This bizarre-looking animal was a member of a group of extinct animals called litopterns, only known from South America. No one knows how they were related to other mammals - until more fossils are found they are assumed to be distant relatives of our familiar hoofed animals. Macrauchenia was the last of its kind, its extinction saw the end of the litoptern lineage.The first Macrauchenia skeleton was discovered by Charles Darwin on a stop-over during his famous journey on board The Beagle. Since then many more remains have been found in the Lujan formation in Argentina.

Macrauchenia appeared in the fossil record some 7 million years ago in South America (in the Miocene epoch). It is likely that Macrauchenia arose from either Theosodon or Promacrauchenia.

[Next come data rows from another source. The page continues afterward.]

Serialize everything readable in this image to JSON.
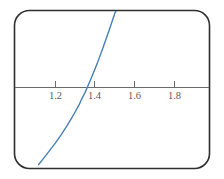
{
  "figure": {
    "frame": {
      "shape": "rounded-rectangle",
      "border_color": "#2e2e2e",
      "background_color": "#ffffff"
    },
    "axis": {
      "color": "#6b6b6b",
      "orientation": "horizontal",
      "tick_labels": [
        "1.2",
        "1.4",
        "1.6",
        "1.8"
      ]
    },
    "curve": {
      "color": "#4a7fb5"
    }
  },
  "chart_data": {
    "type": "line",
    "title": "",
    "subtitle": "",
    "xlabel": "",
    "ylabel": "",
    "grid": false,
    "legend": null,
    "xlim": [
      1.1,
      1.99
    ],
    "ylim": [
      -1.05,
      1.25
    ],
    "xticks": [
      1.2,
      1.4,
      1.6,
      1.8
    ],
    "xtick_labels": [
      "1.2",
      "1.4",
      "1.6",
      "1.8"
    ],
    "yticks": [],
    "ytick_labels": [],
    "axis_y_value": 0,
    "annotations": [
      {
        "text": "root",
        "x": 1.33,
        "y": 0,
        "visible": false
      }
    ],
    "series": [
      {
        "name": "curve",
        "color": "#4a7fb5",
        "style": "solid",
        "width": 1.4,
        "x": [
          1.115,
          1.14,
          1.17,
          1.2,
          1.23,
          1.26,
          1.29,
          1.32,
          1.33,
          1.35,
          1.38,
          1.41,
          1.44,
          1.47,
          1.5,
          1.53,
          1.56
        ],
        "y": [
          -1.0,
          -0.92,
          -0.82,
          -0.72,
          -0.61,
          -0.49,
          -0.36,
          -0.22,
          -0.16,
          -0.06,
          0.12,
          0.31,
          0.52,
          0.74,
          0.97,
          1.12,
          1.22
        ]
      }
    ]
  }
}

Notoungulata and Litopterna were two ancient orders of ungulates which only occurred in South America. Many of these species became extinct through competition with invading North American ungulates during the Great American Interchange, after the establishment of the Central American land bridge. A few survivors of this invasion were the litopterns Macrauchenia and Xenorhinotherium and the large notungulates Toxodon and Mixotoxodon. These last original South American hoofed animals died out eventually at the time of the arrival of humans at the end of the Pleistocene, along with numerous other large animals on the American continent (such as American elephants, horses, camels, sabre-toothed cats and ground sloths). As this genus was the last of the litopterns, its extinction ended that line of mammals.

Description[]

Macrauchenia was a member of the order litopterna, which belonged to very specific South American ungulates. Most of the representatives of litopterns went unfortunately extinct at the end of the Pliocene, after an overland to North America and the emergence of new predators and competition from new prey. Macrauchenia were sufficiently attuned to adapt to survive until the end of the Pleistocene. Macrauchenia patachonica died, apparently, only 10 thousand years ago. Macrauchenia was a hoofed mammal with three hoof-like toes. It reached a height of 1.4 m at the shoulders, which corresponds to the modern zebra, and weighed around 270 kg. Long and very strong legs ended in three fingers. The neck was very long, and the front of the snout is likely to end with a proboscis, adapted for plucking leaves, although the structure of the teeth are more like that of a grass eater. Remains were found of Macrauchenia, primarily in the southeastern Pampas, but the findings are also known in Venezuela.